Fittingly, when at its best, Father of the Bride breathes like no other Vampire Weekend before it. Koenig’s voice, an acquired taste no doubt but the dominant one delivered by his band, is surrounded most often by the air around it—a distinct sense of space that gives what otherwise could be a fidgety and quizzical album a feeling of relaxation. This production works best when paired with songs in which Koenig examines turmoil between two people with a measured calm, finding a place of comfort. Opener “Hold You Now” begins the album with Koenig and Danielle Haim playing two doomed lovers in what should be as anxious a situation as one could conjure: Haim is a bride on her wedding day and her husband isn’t Koenig’s character, even though the two are conversing in a bedroom somewhere. “I can’t carry you forever,” Koenig sings, “but I can hold you now,” a finger-plucked guitar enveloping them in a shimmer. “Spring Snow,” which appears 16 tracks later, finds the narrator in a similar situation, with a late-season snowstorm keeping two lovers together just as they were set to disconnect. “The end’s been delayed, you’re here in my arms,” Koenig sings, “So what should I say?” The answer, it turns out, is nothing, a meandering wordless chorus offering the listener a fleeting sort of serenity.

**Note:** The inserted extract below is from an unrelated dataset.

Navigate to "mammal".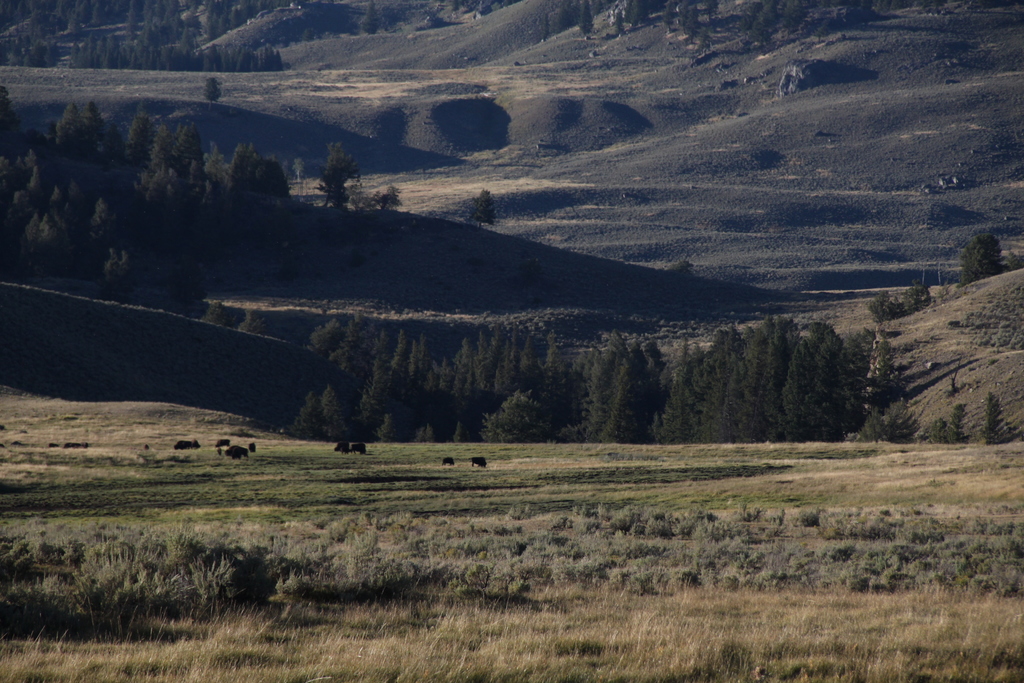
Navigation target: rect(225, 443, 245, 463).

Rechtshaid is a chameleonic superproducer without a sonic fingerprint, and you get the sense from Father of the Bride that his role was not to guide Koenig in any direction as much as provide him ample room to explore what a Vampire Weekend song in a post-Rostam world might even be. On the one hand, everything sounds spectacular; on the other, the album does contain some of the worst ideas the band has ever put to tape, well-intentioned though they may have been. “How Long?” is a song about Los Angeles falling into the ocean that also sports a few sonic tributes to the city’s rap music, including a piano line that echoes DJ Mustard and a spring-loaded drum sound reminiscent of DJ Quik. Koenig is clever, but he ain’t that clever. Elsewhere, the other two duets with Danielle Haim don’t fulfill the promise of the opener—“Married in a Gold Rush” is overstuffed and weighed down by allegory, while “We Belong Together” (a Batmanglij production) is a nice little ditty with dodgy lyrics that unfortunately just makes you want to listen to one of the best songs of all-time. Closer “Jerusalem, New York, Berlin” retains the album’s sense of tranquility, but is fatally underwritten, with Koenig ending its short chorus by reciting the song’s title as if he’s looking at a list of bullet points.

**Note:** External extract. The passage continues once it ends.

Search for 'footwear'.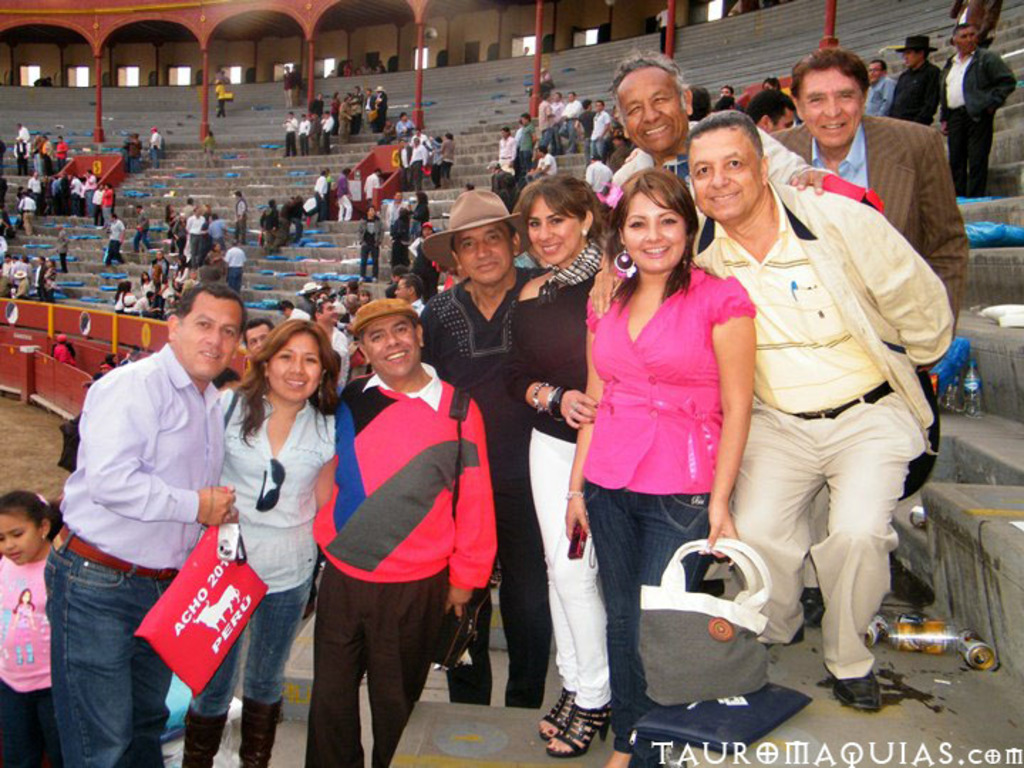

When Batmanglij left Vampire Weekend, he said that he felt like it was time for his songwriting and production to stand on its own. Consequently, Koenig, along with a new constellation of collaborators, has proved that his does, too. Father of the Bride may be initially difficult to wrap one’s head around—either by accident or not, many of its best songs were released as singles—but over time it becomes a world that is nice to slip into, even dominated as it is by thoughts of environmental destruction, religion, and heartbreak. Koenig is a survivor, and with the rest of the country still mired in the muck that once used to drip from his band, he is looking forward. Perhaps the album’s most surprising song is “Stranger,” which is sung directly to his girlfriend Rashida Jones. “Things are gonna stay strange,” Koenig belts with a lilt in his voice, trumpets blurting behind him. “I remember life as a stranger, but things change.”